Revolutions is back with another installment of Staxx of Wax, this time featuring DJ Said of Fatsouls Records — a night dedicated to the dying (or is it undying?) art of crate-digging and analog sound. No Spotify queue. No AI-curated vibes. Just a human being selecting records one at a time and putting needle to groove.

Look, we're not here to romanticize everything old just because it's old. But there's a case to be made that San Francisco's cultural soul lives in events like these — small, grassroots, community-driven gatherings that don't require a $40 million city grant or a commission study to exist. Nobody on the Board of Supervisors had to approve this. No "activation committee" was consulted. Someone booked a DJ, picked a venue, and let the music do the talking.
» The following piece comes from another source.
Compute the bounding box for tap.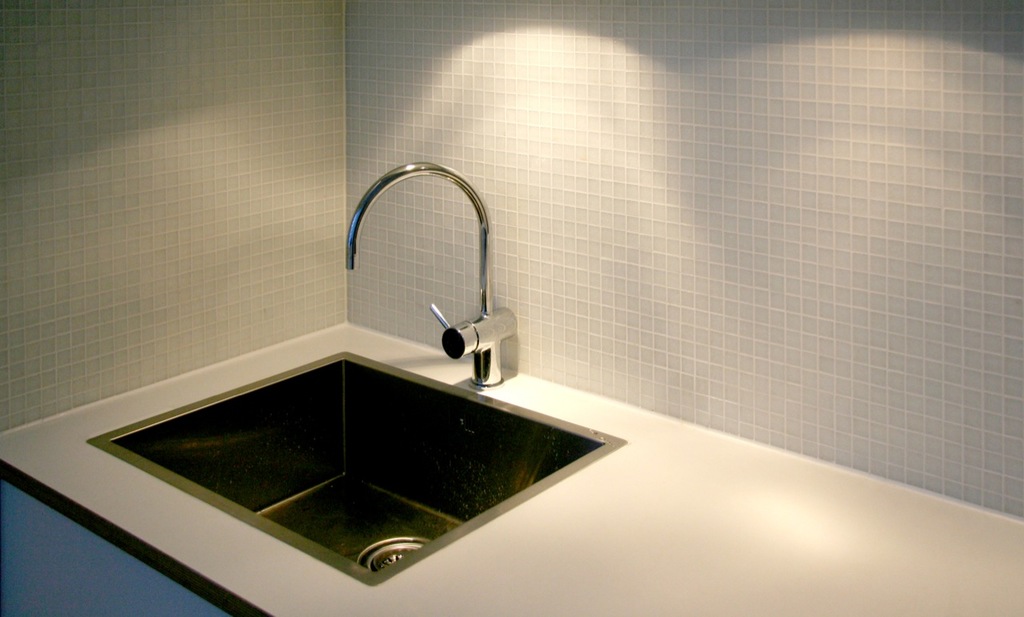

That's the free market of culture working exactly as it should.

San Francisco spends an astonishing amount of money trying to manufacture the kind of nightlife and arts scene that events like Staxx of Wax create organically. The city has poured millions into "cultural districts" and programming initiatives while simultaneously strangling small venues with regulations and permit headaches. Meanwhile, the actual culture just... happens, when you let it.

DJ Said and the Fatsouls Records crew represent exactly the kind of independent, entrepreneurial spirit this city was built on — long before it became synonymous with billion-dollar valuations and government bloat. If you're tired of letting an algorithm tell you what to listen to, maybe let a real human surprise you for a night.

Your ears — and your faith in grassroots San Francisco — will thank you.